June 24, 2017

A Black Panther dies on a Pahang Road

A Black Panther dies on a Pahang Road

Panthers are endangered in Malaysia. Photo Credit: Flickr

A dead panther was found lying by the side of the road near Sungai Yu Forest Reserve in Merapoh, Pahang. The predator had likely been trying to the other side of the forest near a wildlife crossing when it was hit and killed by a passing vehicle. The black panther’s carcass was found “on the road shoulder, about eight kilometres away from the Sungai Yu Eco-Viaduct (special pathway for animal crossings),” said Ahmad Azhar Mohammed, director of Pahang Wildlife and National Parks Department (Perhilitan).

The animal’s death in a road accident comes mere days after a young elephant was killed in a similar accident along the Gerik-Jeli Highway in Perak.

A black panther stands by the side of a road in Malaysia. Photo Credit: Facebook

Needless to say, it’s not as if we can lose any more black panthers, which are leopards with a genetic mutation that causes their coat to have a uniformly black coloration. Like all leopards, panthers are reclusive and solitary predators that mostly hunt at night and are rarely seen in the wild.

And like leopards everywhere, Indochinese leopards (Panthera pardus delacouri) are endangered throughout their range in Malaysia and elsewhere across the region. At best only around 2,500 of them are left in the entire region, although exact numbers are hard to come by because of the animals’ highly elusive nature. “Most people assume that leopards are still common everywhere, whereas everybody probably knows by now that tigers and lions have become very rare in the wild,” said Jan Kamler, who works with the conservationist group Panthera, which seeks to save big cats worldwide.

In fact, Southeast Asia’s leopards have long fallen on hard times. They have lost as much as 93% of their former habitat over the past decades. They have already gone extinct in neighboring Singapore and may well now be extinct in Laos and Vietnam, too. “In particular,” Kamler said, “many areas have experienced epidemic levels of snaring, for wild meat and animal parts, which have devastated leopard populations in the region.”

We also have to add road accidents as a potential source of deadly danger to the animals, as well as to other roaming and migratory wildlife. Last year a pregnant tiger was killed while crossing the road in Terengganu. Following news of the panther’s death in Pahang, the Malaysian Conservation Alliance for Tigers (MYCAT) has renewed its call on motorists around the country to drive slowly and carefully through protected areas where wildlife may be expected to cross. “MYCAT urges all drivers to spare a thought about road safety and slow down; for the sake of you, your passengers and Malaysian wildlife,” the conservationist group wrote.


▶ [THE TASK]: In the copy you make, keep each entry exactly as it is and leave out all images.

▶ [SUPPLIED DATA]:
--- START ---

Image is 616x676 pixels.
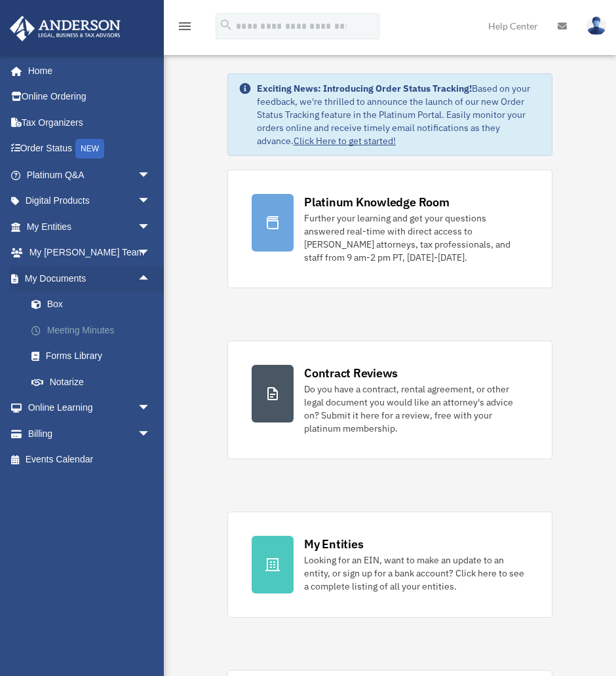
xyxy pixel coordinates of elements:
[6,16,124,42] img: Anderson Advisors Platinum Portal
[304,211,528,265] div: Further your learning and get your questions answered real-time with direct access to [PERSON_NAM...
[18,292,171,318] a: Box
[9,188,171,214] a: Digital Productsarrow_drop_down
[257,82,472,95] strong: Exciting News: Introducing Order Status Tracking!
[304,536,363,553] div: My Entities
[304,383,528,435] div: Do you have a contract, rental agreement, or other legal document you would like an attorney's ad...
[18,369,171,395] a: Notarize
[587,16,606,35] img: User Pic
[137,265,164,292] span: arrow_drop_up
[9,240,171,266] a: My [PERSON_NAME] Teamarrow_drop_down
[137,395,164,422] span: arrow_drop_down
[304,194,449,210] div: Platinum Knowledge Room
[137,188,164,215] span: arrow_drop_down
[294,135,395,147] a: Click Here to get started!
[177,23,192,34] a: menu
[304,554,528,593] div: Looking for an EIN, want to make an update to an entity, or sign up for a bank account? Click her...
[9,395,171,421] a: Online Learningarrow_drop_down
[9,447,171,473] a: Events Calendar
[9,213,171,240] a: My Entitiesarrow_drop_down
[9,136,171,162] a: Order StatusNEW
[137,213,164,241] span: arrow_drop_down
[177,18,192,34] i: menu
[9,58,164,83] a: Home
[18,343,171,370] a: Forms Library
[137,421,164,448] span: arrow_drop_down
[227,340,553,459] a: Contract Reviews Do you have a contract, rental agreement, or other legal document you would like...
[219,18,233,32] i: search
[257,82,541,148] div: Based on your feedback, we're thrilled to announce the launch of our new Order Status Tracking fe...
[227,512,553,618] a: My Entities Looking for an EIN, want to make an update to an entity, or sign up for a bank accoun...
[9,421,171,447] a: Billingarrow_drop_down
[18,317,171,343] a: Meeting Minutes
[137,162,164,189] span: arrow_drop_down
[75,139,104,158] div: NEW
[304,365,398,381] div: Contract Reviews
[137,240,164,266] span: arrow_drop_down
[9,265,171,292] a: My Documentsarrow_drop_up
[227,170,553,288] a: Platinum Knowledge Room Further your learning and get your questions answered real-time with dire...
[9,109,171,136] a: Tax Organizers
[9,83,171,110] a: Online Ordering
[9,162,171,188] a: Platinum Q&Aarrow_drop_down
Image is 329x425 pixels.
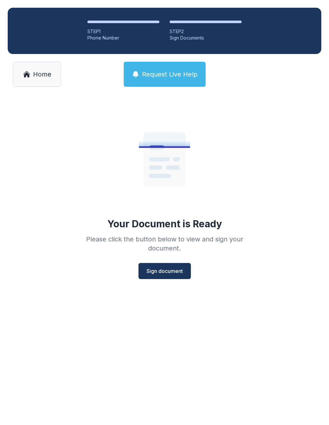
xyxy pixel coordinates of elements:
[107,218,222,229] div: Your Document is Ready
[87,28,159,35] div: STEP 1
[170,35,242,41] div: Sign Documents
[33,70,51,79] span: Home
[170,28,242,35] div: STEP 2
[72,235,257,253] div: Please click the button below to view and sign your document.
[142,70,198,79] span: Request Live Help
[87,35,159,41] div: Phone Number
[147,267,183,275] span: Sign document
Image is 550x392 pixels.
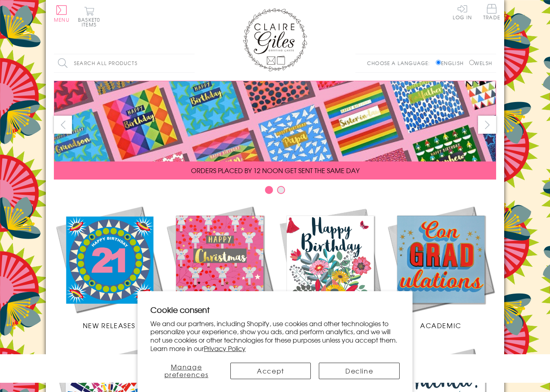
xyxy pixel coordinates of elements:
[469,60,492,67] label: Welsh
[54,5,69,22] button: Menu
[367,60,434,67] p: Choose a language:
[436,60,441,65] input: English
[186,54,195,72] input: Search
[319,363,400,379] button: Decline
[478,116,496,134] button: next
[231,363,311,379] button: Accept
[265,186,273,194] button: Carousel Page 1 (Current Slide)
[483,4,500,21] a: Trade
[165,204,275,330] a: Christmas
[83,321,135,330] span: New Releases
[277,186,285,194] button: Carousel Page 2
[54,204,165,330] a: New Releases
[54,54,195,72] input: Search all products
[275,204,385,330] a: Birthdays
[385,204,496,330] a: Academic
[82,16,100,28] span: 0 items
[436,60,467,67] label: English
[54,116,72,134] button: prev
[420,321,462,330] span: Academic
[78,6,100,27] button: Basket0 items
[150,320,400,353] p: We and our partners, including Shopify, use cookies and other technologies to personalize your ex...
[243,8,307,71] img: Claire Giles Greetings Cards
[54,186,496,198] div: Carousel Pagination
[483,4,500,20] span: Trade
[204,343,246,353] a: Privacy Policy
[150,304,400,315] h2: Cookie consent
[54,16,69,23] span: Menu
[191,165,360,175] span: ORDERS PLACED BY 12 NOON GET SENT THE SAME DAY
[453,4,472,20] a: Log In
[150,363,222,379] button: Manage preferences
[469,60,474,65] input: Welsh
[165,362,209,379] span: Manage preferences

--- END ---

▶ [SOLUTION BELOW]:
Image is 616x676 pixels.
xyxy pixel coordinates of elements:
[6,16,124,42] img: Anderson Advisors Platinum Portal
[304,211,528,265] div: Further your learning and get your questions answered real-time with direct access to [PERSON_NAM...
[18,292,171,318] a: Box
[9,188,171,214] a: Digital Productsarrow_drop_down
[257,82,472,95] strong: Exciting News: Introducing Order Status Tracking!
[304,536,363,553] div: My Entities
[304,383,528,435] div: Do you have a contract, rental agreement, or other legal document you would like an attorney's ad...
[18,369,171,395] a: Notarize
[587,16,606,35] img: User Pic
[137,265,164,292] span: arrow_drop_up
[9,240,171,266] a: My [PERSON_NAME] Teamarrow_drop_down
[137,395,164,422] span: arrow_drop_down
[304,194,449,210] div: Platinum Knowledge Room
[137,188,164,215] span: arrow_drop_down
[294,135,395,147] a: Click Here to get started!
[177,23,192,34] a: menu
[304,554,528,593] div: Looking for an EIN, want to make an update to an entity, or sign up for a bank account? Click her...
[9,395,171,421] a: Online Learningarrow_drop_down
[9,447,171,473] a: Events Calendar
[9,213,171,240] a: My Entitiesarrow_drop_down
[9,136,171,162] a: Order StatusNEW
[137,213,164,241] span: arrow_drop_down
[177,18,192,34] i: menu
[9,58,164,83] a: Home
[18,343,171,370] a: Forms Library
[137,421,164,448] span: arrow_drop_down
[227,340,553,459] a: Contract Reviews Do you have a contract, rental agreement, or other legal document you would like...
[219,18,233,32] i: search
[257,82,541,148] div: Based on your feedback, we're thrilled to announce the launch of our new Order Status Tracking fe...
[227,512,553,618] a: My Entities Looking for an EIN, want to make an update to an entity, or sign up for a bank accoun...
[9,421,171,447] a: Billingarrow_drop_down
[18,317,171,343] a: Meeting Minutes
[137,162,164,189] span: arrow_drop_down
[75,139,104,158] div: NEW
[304,365,398,381] div: Contract Reviews
[137,240,164,266] span: arrow_drop_down
[9,265,171,292] a: My Documentsarrow_drop_up
[227,170,553,288] a: Platinum Knowledge Room Further your learning and get your questions answered real-time with dire...
[9,109,171,136] a: Tax Organizers
[9,83,171,110] a: Online Ordering
[9,162,171,188] a: Platinum Q&Aarrow_drop_down
Image is 329x425 pixels.
xyxy pixel coordinates of elements:
[107,218,222,229] div: Your Document is Ready
[87,28,159,35] div: STEP 1
[170,35,242,41] div: Sign Documents
[33,70,51,79] span: Home
[170,28,242,35] div: STEP 2
[72,235,257,253] div: Please click the button below to view and sign your document.
[142,70,198,79] span: Request Live Help
[87,35,159,41] div: Phone Number
[147,267,183,275] span: Sign document
Image is 550x392 pixels.
xyxy pixel coordinates of elements:
[469,60,492,67] label: Welsh
[54,5,69,22] button: Menu
[367,60,434,67] p: Choose a language:
[436,60,441,65] input: English
[186,54,195,72] input: Search
[319,363,400,379] button: Decline
[478,116,496,134] button: next
[231,363,311,379] button: Accept
[265,186,273,194] button: Carousel Page 1 (Current Slide)
[483,4,500,21] a: Trade
[165,204,275,330] a: Christmas
[83,321,135,330] span: New Releases
[277,186,285,194] button: Carousel Page 2
[54,204,165,330] a: New Releases
[54,54,195,72] input: Search all products
[275,204,385,330] a: Birthdays
[385,204,496,330] a: Academic
[82,16,100,28] span: 0 items
[436,60,467,67] label: English
[54,116,72,134] button: prev
[420,321,462,330] span: Academic
[78,6,100,27] button: Basket0 items
[150,320,400,353] p: We and our partners, including Shopify, use cookies and other technologies to personalize your ex...
[243,8,307,71] img: Claire Giles Greetings Cards
[54,186,496,198] div: Carousel Pagination
[483,4,500,20] span: Trade
[204,343,246,353] a: Privacy Policy
[150,304,400,315] h2: Cookie consent
[54,16,69,23] span: Menu
[191,165,360,175] span: ORDERS PLACED BY 12 NOON GET SENT THE SAME DAY
[453,4,472,20] a: Log In
[150,363,222,379] button: Manage preferences
[469,60,474,65] input: Welsh
[165,362,209,379] span: Manage preferences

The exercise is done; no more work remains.